(Pixel coordinate grounding data)

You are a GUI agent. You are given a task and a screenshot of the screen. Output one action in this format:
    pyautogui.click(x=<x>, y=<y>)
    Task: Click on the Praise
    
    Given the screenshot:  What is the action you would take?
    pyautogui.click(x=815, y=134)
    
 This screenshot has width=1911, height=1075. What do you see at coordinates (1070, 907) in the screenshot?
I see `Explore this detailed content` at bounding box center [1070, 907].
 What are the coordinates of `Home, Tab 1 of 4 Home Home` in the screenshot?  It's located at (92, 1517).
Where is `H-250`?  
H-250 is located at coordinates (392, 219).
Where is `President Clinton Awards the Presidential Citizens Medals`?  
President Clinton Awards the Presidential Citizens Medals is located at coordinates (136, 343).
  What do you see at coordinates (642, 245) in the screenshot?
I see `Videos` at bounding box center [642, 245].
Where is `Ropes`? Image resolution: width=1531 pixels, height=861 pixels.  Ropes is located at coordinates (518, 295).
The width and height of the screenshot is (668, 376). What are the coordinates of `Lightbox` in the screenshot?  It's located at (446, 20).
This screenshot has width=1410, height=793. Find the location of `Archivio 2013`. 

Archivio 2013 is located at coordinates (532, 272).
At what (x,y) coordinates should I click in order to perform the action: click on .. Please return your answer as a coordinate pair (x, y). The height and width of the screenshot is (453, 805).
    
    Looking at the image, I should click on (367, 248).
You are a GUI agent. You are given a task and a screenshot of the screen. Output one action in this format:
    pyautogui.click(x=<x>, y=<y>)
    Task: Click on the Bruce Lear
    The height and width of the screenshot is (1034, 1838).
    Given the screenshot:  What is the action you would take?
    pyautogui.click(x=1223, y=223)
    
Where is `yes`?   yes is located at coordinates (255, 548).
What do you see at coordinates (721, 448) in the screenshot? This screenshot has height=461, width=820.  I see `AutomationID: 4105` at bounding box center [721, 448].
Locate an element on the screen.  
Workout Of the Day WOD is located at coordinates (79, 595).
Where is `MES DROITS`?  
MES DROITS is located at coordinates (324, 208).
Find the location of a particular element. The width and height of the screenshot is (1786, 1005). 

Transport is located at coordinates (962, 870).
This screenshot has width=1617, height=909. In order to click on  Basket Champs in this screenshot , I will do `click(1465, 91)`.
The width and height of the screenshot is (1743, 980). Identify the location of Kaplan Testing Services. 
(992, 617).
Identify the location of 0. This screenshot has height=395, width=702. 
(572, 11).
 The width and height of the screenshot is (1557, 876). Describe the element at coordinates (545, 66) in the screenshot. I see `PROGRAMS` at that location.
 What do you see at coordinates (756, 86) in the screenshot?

## [WORK TASK]
Repeat, exactly and in full, the records shown above.

## [EXERCISE OUTPUT]
You are a GUI agent. You are given a task and a screenshot of the screen. Output one action in this format:
    pyautogui.click(x=<x>, y=<y>)
    Task: Click on the Praise
    
    Given the screenshot:  What is the action you would take?
    pyautogui.click(x=815, y=134)
    
 This screenshot has width=1911, height=1075. What do you see at coordinates (1070, 907) in the screenshot?
I see `Explore this detailed content` at bounding box center [1070, 907].
 What are the coordinates of `Home, Tab 1 of 4 Home Home` in the screenshot?  It's located at (92, 1517).
Where is `H-250`?  
H-250 is located at coordinates (392, 219).
Where is `President Clinton Awards the Presidential Citizens Medals`?  
President Clinton Awards the Presidential Citizens Medals is located at coordinates (136, 343).
  What do you see at coordinates (642, 245) in the screenshot?
I see `Videos` at bounding box center [642, 245].
Where is `Ropes`? Image resolution: width=1531 pixels, height=861 pixels.  Ropes is located at coordinates (518, 295).
The width and height of the screenshot is (668, 376). What are the coordinates of `Lightbox` in the screenshot?  It's located at (446, 20).
This screenshot has width=1410, height=793. Find the location of `Archivio 2013`. 

Archivio 2013 is located at coordinates (532, 272).
At what (x,y) coordinates should I click in order to perform the action: click on .. Please return your answer as a coordinate pair (x, y). The height and width of the screenshot is (453, 805).
    
    Looking at the image, I should click on (367, 248).
You are a GUI agent. You are given a task and a screenshot of the screen. Output one action in this format:
    pyautogui.click(x=<x>, y=<y>)
    Task: Click on the Bruce Lear
    The height and width of the screenshot is (1034, 1838).
    Given the screenshot:  What is the action you would take?
    pyautogui.click(x=1223, y=223)
    
Where is `yes`?   yes is located at coordinates (255, 548).
What do you see at coordinates (721, 448) in the screenshot? This screenshot has height=461, width=820.  I see `AutomationID: 4105` at bounding box center [721, 448].
Locate an element on the screen.  
Workout Of the Day WOD is located at coordinates (79, 595).
Where is `MES DROITS`?  
MES DROITS is located at coordinates (324, 208).
Find the location of a particular element. The width and height of the screenshot is (1786, 1005). 

Transport is located at coordinates (962, 870).
This screenshot has width=1617, height=909. In order to click on  Basket Champs in this screenshot , I will do `click(1465, 91)`.
The width and height of the screenshot is (1743, 980). Identify the location of Kaplan Testing Services. 
(992, 617).
Identify the location of 0. This screenshot has height=395, width=702. 
(572, 11).
 The width and height of the screenshot is (1557, 876). Describe the element at coordinates (545, 66) in the screenshot. I see `PROGRAMS` at that location.
 What do you see at coordinates (756, 86) in the screenshot?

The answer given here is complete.